Lt. John Pike, the U.C. Davis campus police officer who pepper-sprayed passive student protesters, is popping up in some of the world’s most famous paintings as part of an Internet meme intended to shame him for his actions. ...
More at the Pepper Spraying Cop Tumblr.
Early 20th Century painter and printmaker Hiroshi Yoshida is known in his native Japan as a Western style artist, and his work is very much in demand.
Having trained in Western style painting, he carried those influences with him when he moved into traditional Japanese woodblock printmaking, also taking inspiration in subjects from his travels in the U.S. and Europe, as well as India and other parts of the world.
Yoshida is considered one of the foremost proponents of the shin hanga (or “new prints”) style, but combined some of that style’s return to the collaborative printmaking of the ukiyo-e system, in which the artist worked with a carver and block printer, with the personal involvement more common to the sosaku hanga (“creative prints”) style emerging at the time. ...
...the first comparisons of moneyed interests to voracious tentacled creatures date back to the Gilded Age. Here, a quick review of the metaphor's greatest hits.
Originally trained as a lawyer, 19th Century artist Jean Béraud turned his attention to painting after his studies were interrupted by the Franco-Prussian war. ...
It’s interesting to compare his Absinthe Drinkers (above, bottom) with Degas’s more famous painting of a similar subject.
The use of X-ray analysis is changing the face of art, and there can be no better example than the recent discovery that a painting by Francisco Goya hanging in the Rijksmuseum originally had a different subject. ...
As to why Goya would have painted a French military leader in the first place, we have to look back to a curious chapter in Spanish history where Joseph Bonaparte — Napoleon’s brother — was installed as the King of Spain. This is all tied up in the Peninsular War, but the important point is that the French never really secured their control of Spain.
Architects working with robots, firefighters equipped with artificial wings, electric learning machines and airships for everyone: this is the year 2000 – as imagined in 1910 – and it’s a vision of mechanical wonder decked out in Edwardian finery. French artist Villemard produced these illustrations predicting what life would be like at the dawn of the 21st century, and while some are hilarious, others are surprisingly accurate.
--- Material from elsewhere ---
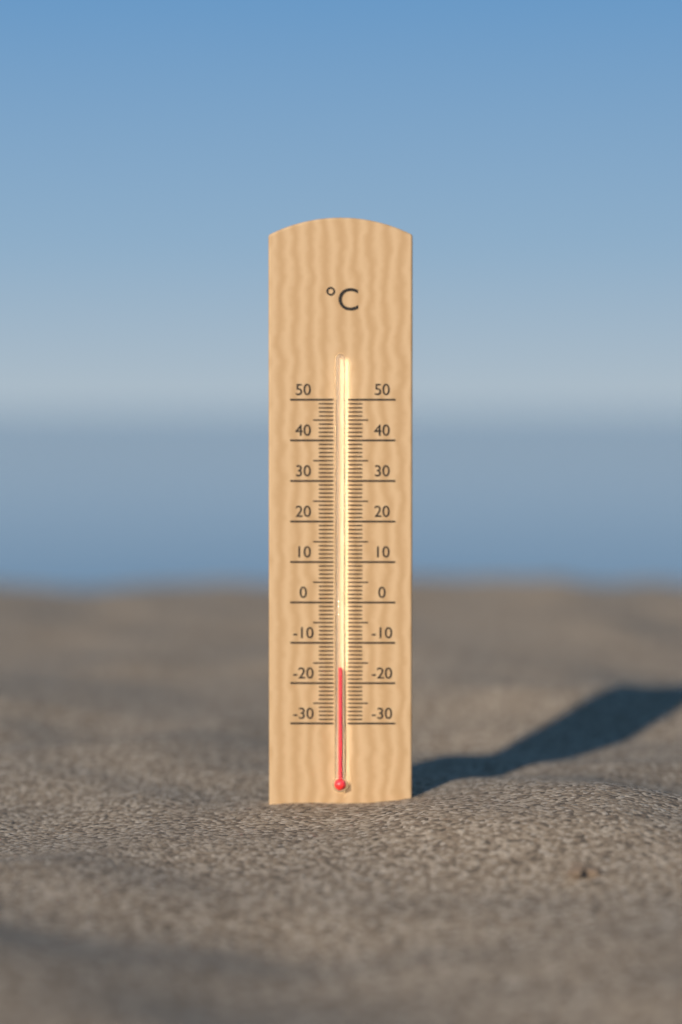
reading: -16 °C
Costume painting is a highly specialized art practiced by only a few people in a few places. It was virtually invented back in the 1970s by two legendary women of the theater. Costume designer Willa Kim needed something extra to realize her designs for the Joffrey Ballet; Sally Ann Parsons, then a draper, worked with Kim on ways to precisely apply dyes suspended in gum so that the fabric could be steamed for colorfastness. ...
(This is the last post in the series of nineteenth century Finnish women painters. The first three can be found here, here and here.)
This is what happens when the Internet collides head on with masterpieces of the western artistic tradition. Here, the graceful, lithe forms from classical works of art have been replaced with an fat orange cat. Because why not?
Photorealistic composite images.
Born in California in 1926, Asawa, along with her family, was a resident of Japanese internment camps for much of World War II. Following her internment, she studied to become an art teacher, but was unable to finish her degree due to lingering predjudices. Teaching plans thwarted, she made her way to the short-lived but legendary Black Mountain College in North Carolina where creative innovators of the day were partaking of the arts focused curriculum.
Asawa eventually became a wildly successful sculptor, with shows at prominent arts institutions like the Whitney.